Postersession 2
Poster #: 20
Topic: Clinical applications (incl. consciousness)
Thursday, Sep 10, 2015
14:30-16:00
1st floor

Intact pre-attentive processing of sound intensity in depression as revealed by mismatch negativity

Elisa Ruohonen1, Jari Kurkela2, & Piia Astikainen2

1Psychology, University of Jyväskylä, Jyväskylä, Finland
2Department of Psychology, University of Jyväskylä, Jyväskylä, Finland
elmaruoh@student.jyu.fi

Depression is associated with abnormal cognitive processing of emotional information which has also been shown in mismatch negativity (MMN) studies to both visual and auditory emotional stimuli. Recent research suggests that this processing bias occurs already at the basic visual feature processing level as indexed by visual mismatch negativity. In the auditory modality there is some evidence that the loudness dependence of the auditory evoked potentials would be associated with depression. However, there are no reports of studies applying intensity mismatch negativity paradigm in depressed participants. To that end we compared event-related potentials elicited in oddball condition for sound intensity changes in depressed and non-depressed participants. In one stimulus block the standard sound was 60 dB and the deviant sound 80 dB and in the other stimulus block the assignment was reversed. Differential responses were extracted from two time windows for the analysis: at 90-140 ms (N1) and at 150-200 ms (MMN) post-stimulus interval. At the earlier time window the loud stimulus as a deviant stimulus elicited larger negative amplitudes than the silent standard stimulus. When sound intensities for the standard and the deviant stimuli were reversed, no differential response was elicited. At the later time window negative-polarity differential response was elicited similarly in both stimulus blocks. There were no group differences in the brain responses and they showed no correlations with BDI-score. The results suggest that change detection of basic auditory processing of intensity is intact in depression.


**Activity:**
For this exercise, retype all the data exactly and exclude every image.

══════

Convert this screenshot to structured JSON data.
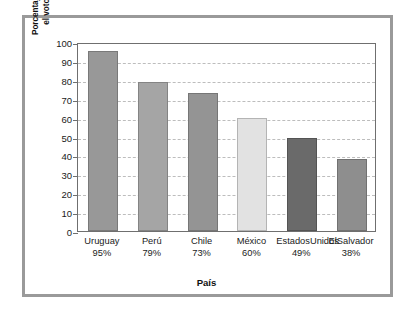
{
  "chart_data": {
    "type": "bar",
    "title": "",
    "xlabel": "País",
    "ylabel_line1": "Porcentaje de votantes que ejercieron",
    "ylabel_line2": "el voto en las últimas elecciones",
    "categories": [
      "Uruguay",
      "Perú",
      "Chile",
      "México",
      "Estados Unidos",
      "El Salvador"
    ],
    "category_lines": [
      [
        "Uruguay"
      ],
      [
        "Perú"
      ],
      [
        "Chile"
      ],
      [
        "México"
      ],
      [
        "Estados",
        "Unidos"
      ],
      [
        "El",
        "Salvador"
      ]
    ],
    "values": [
      95,
      79,
      73,
      60,
      49,
      38
    ],
    "value_labels": [
      "95%",
      "79%",
      "73%",
      "60%",
      "49%",
      "38%"
    ],
    "bar_colors": [
      "#989898",
      "#a5a5a5",
      "#949494",
      "#e2e2e2",
      "#6a6a6a",
      "#8e8e8e"
    ],
    "ylim": [
      0,
      100
    ],
    "ytick_values": [
      0,
      10,
      20,
      30,
      40,
      50,
      60,
      70,
      80,
      90,
      100
    ],
    "ytick_labels": [
      "0",
      "10",
      "20",
      "30",
      "40",
      "50",
      "60",
      "70",
      "80",
      "90",
      "100"
    ],
    "grid": true,
    "grid_color": "#bdbdbd",
    "legend": "none",
    "frame_color": "#9a9a9a",
    "axis_color": "#6f6f6f",
    "background": "#ffffff"
  }
}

══════

**Answer for this exercise:**
Convert this screenshot to structured JSON data.
{
  "chart_data": {
    "type": "bar",
    "title": "",
    "xlabel": "País",
    "ylabel_line1": "Porcentaje de votantes que ejercieron",
    "ylabel_line2": "el voto en las últimas elecciones",
    "categories": [
      "Uruguay",
      "Perú",
      "Chile",
      "México",
      "Estados Unidos",
      "El Salvador"
    ],
    "category_lines": [
      [
        "Uruguay"
      ],
      [
        "Perú"
      ],
      [
        "Chile"
      ],
      [
        "México"
      ],
      [
        "Estados",
        "Unidos"
      ],
      [
        "El",
        "Salvador"
      ]
    ],
    "values": [
      95,
      79,
      73,
      60,
      49,
      38
    ],
    "value_labels": [
      "95%",
      "79%",
      "73%",
      "60%",
      "49%",
      "38%"
    ],
    "bar_colors": [
      "#989898",
      "#a5a5a5",
      "#949494",
      "#e2e2e2",
      "#6a6a6a",
      "#8e8e8e"
    ],
    "ylim": [
      0,
      100
    ],
    "ytick_values": [
      0,
      10,
      20,
      30,
      40,
      50,
      60,
      70,
      80,
      90,
      100
    ],
    "ytick_labels": [
      "0",
      "10",
      "20",
      "30",
      "40",
      "50",
      "60",
      "70",
      "80",
      "90",
      "100"
    ],
    "grid": true,
    "grid_color": "#bdbdbd",
    "legend": "none",
    "frame_color": "#9a9a9a",
    "axis_color": "#6f6f6f",
    "background": "#ffffff"
  }
}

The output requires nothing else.